Microbial Evolutionary Medicine – from theory to clinical practice

Langone Medical Center, New York University, New York City, New York, United States
The Novo Nordisk Foundation Center for Basic Metabolic Research, University of Copenhagen, Copenhagen, Denmark
Department of Biological Sciences, University of Montreal, Montreal, Quebec, Canada
VU University Medical Center, VU University Amsterdam, Amsterdam, Netherlands
Groningen Institute for Evolutionary Life Sciences, University of Groningen, Groningen, Netherlands
Laboratory of Genetics, Wageningen University, Wageningen, Netherlands
DOI
10.7287/peerj.preprints.26969v1
Subject Areas
Ecology, Evolutionary Studies, Genomics, Infectious Diseases, Translational Medicine
Keywords
Evolutionary medicine, Infectious disease, Antibiotic resistance, Microbiome
Copyright
© 2018 Andersen et al.
Licence
This is an open access article distributed under the terms of the Creative Commons Attribution License, which permits unrestricted use, distribution, reproduction and adaptation in any medium and for any purpose provided that it is properly attributed. For attribution, the original author(s), title, publication source (PeerJ Preprints) and either DOI or URL of the article must be cited.
Cite this article
Andersen SB, Shapiro BJ, Vandenbroucke-Grauls C, de Vos MGJ. 2018. Microbial Evolutionary Medicine – from theory to clinical practice. PeerJ Preprints 6:e26969v1

Abstract

Bacteria and other microbes play a crucial role in human health and disease.
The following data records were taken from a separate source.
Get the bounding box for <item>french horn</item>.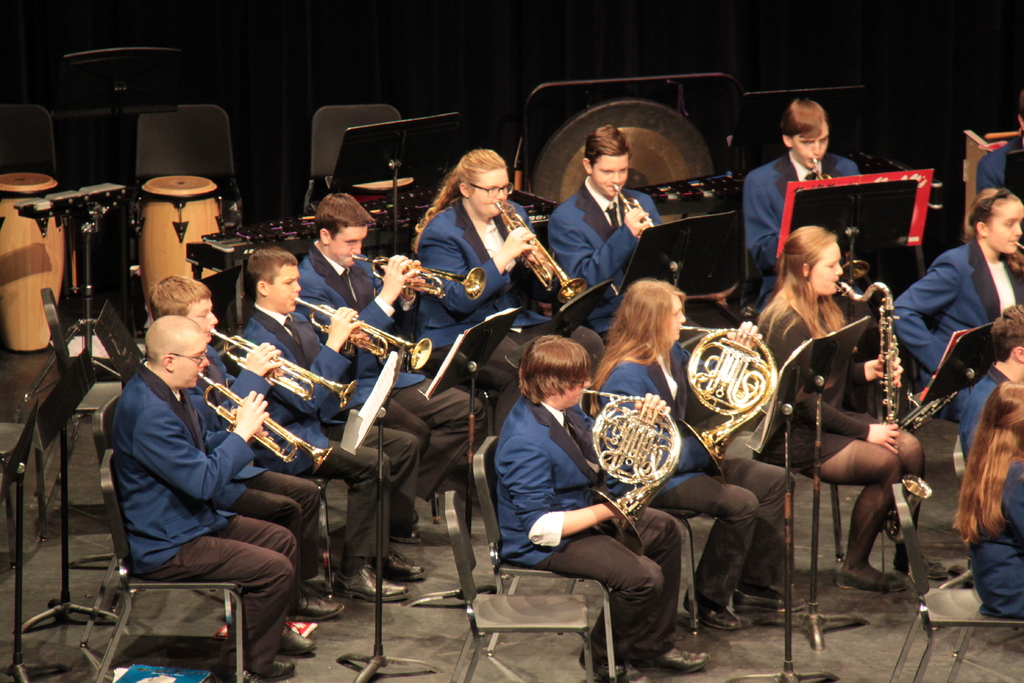
486:195:590:311.
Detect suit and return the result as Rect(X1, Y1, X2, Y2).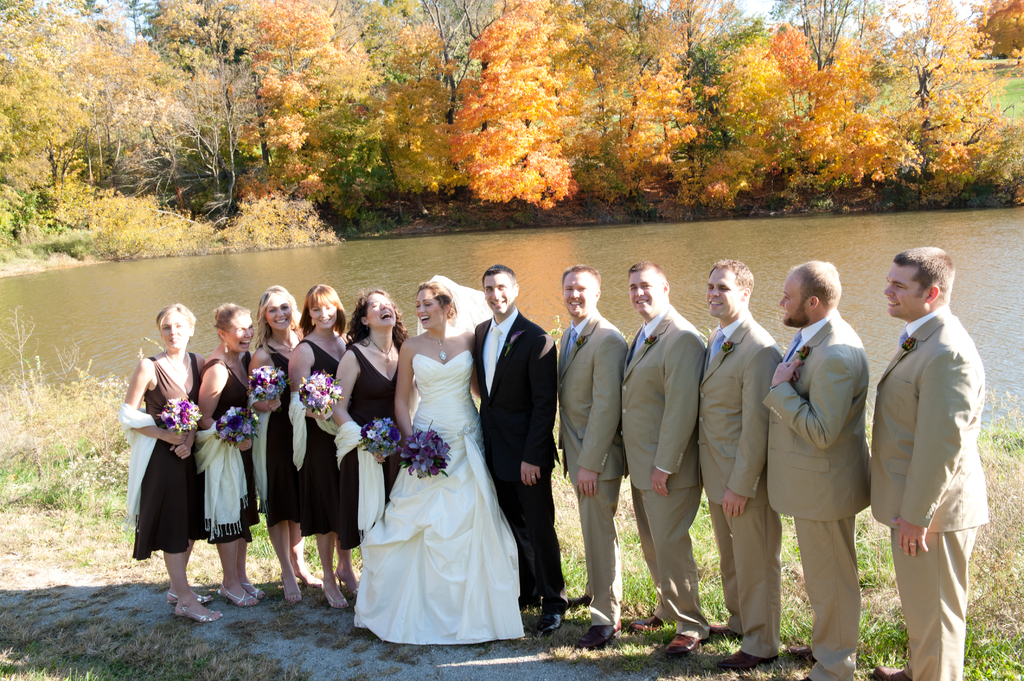
Rect(619, 307, 710, 643).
Medicine and clinical microbiology have traditionally attempted to identify the etiological agents that causes disease, and how to eliminate them. Yet this traditional paradigm is becoming inadequate for dealing with a changing disease landscape. Major challenges to human health are noncommunicable chronic diseases, often driven by altered immunity and inflammation, and persistent communicable infections whose agents harbor antibiotic resistance. It is increasingly recognized that microbe-microbe interactions, as well as human-microbe interactions are important. Here, we review the “Evolutionary Medicine” framework to study how microbial communities influence human health. This approach aims to predict and manipulate microbial influences on human health by integrating ecology, evolutionary biology, microbiology, bioinformatics and clinical expertise. We focus on the potential promise of evolutionary medicine to address three key challenges: 1) detecting microbial transmission; 2) predicting antimicrobial resistance; 3) understanding microbe-microbe and human-microbe interactions in health and disease, in the context of the microbiome.

Author Comment

Here, we review the “Evolutionary Medicine” framework to study how microbial communities influence human health. This is a preprint submission to PeerJ and the manuscript is submitted to a peer reviewed journal. Consortium who contributed to this review by participating in the Lorentz Center Workshop on Darwinian Microbial Medicine August 2017, and commenting on the manuscript:

Alan McNally (IMI Birmingham, UK), Aldert Zomer (University Utrecht, NL), Ashleigh Griffin (Oxford University, UK), Bastian Hornung (Leiden University, NL), Benno ter Kuile (University of Amsterdam, NL), Constance Schultsz (AMC-UVA, NL), Craig MacLean (Oxford University, UK), Doris van Bergeijk (Leiden University, NL), Dries Budding (VUmc, NL), Fernanda Paganelli (UMC Utrecht, NL), Jakob A. Møller-Jensen (SDU, DK), Jakob Stokholm (COPSAC, DK), Jennifer Gardy (University British Columbia, CA), Jennifer Rohn (Cambridge, UK), Jeroen Geurtsen (Janssen Pharmaceuticals, NL), Kimberly Kline (Nanyang Technical University, SG), Libusha Kelly (Albert Einstein College of Medicine, USA), Luca Freschi (Harvard University, USA), Maha Farhat (Harvard University, USA), Marceline Tutu van Furth (VU, NL), Mathieu Groussin (Massachusetts Institute of Technology, USA), Mathilde Poyet (Massachusetts Institute of Technology, USA), Melanie Ghoul (Oxford University, UK), Micaela Martinez (Columbia University, USA), Michael Byam (Harvard University, USA), Nicole Vega (Emory University, USA), Niels Frimodt-Møller (Rigshospitalet, DK), Peter van Baarlen (Wageningen University, NL), Petra Wolffs (Maastricht University, NL), Rasmus Lykke Marvig (Rigshospitalet, DK), Victoria Janes (AMC-UVA, NL), Wiep Klaas Smits (Leiden University, NL), Willem van Schaik (IMI Birmingham, UK) and Sébastien Matamoros (AMC-UVA, NL).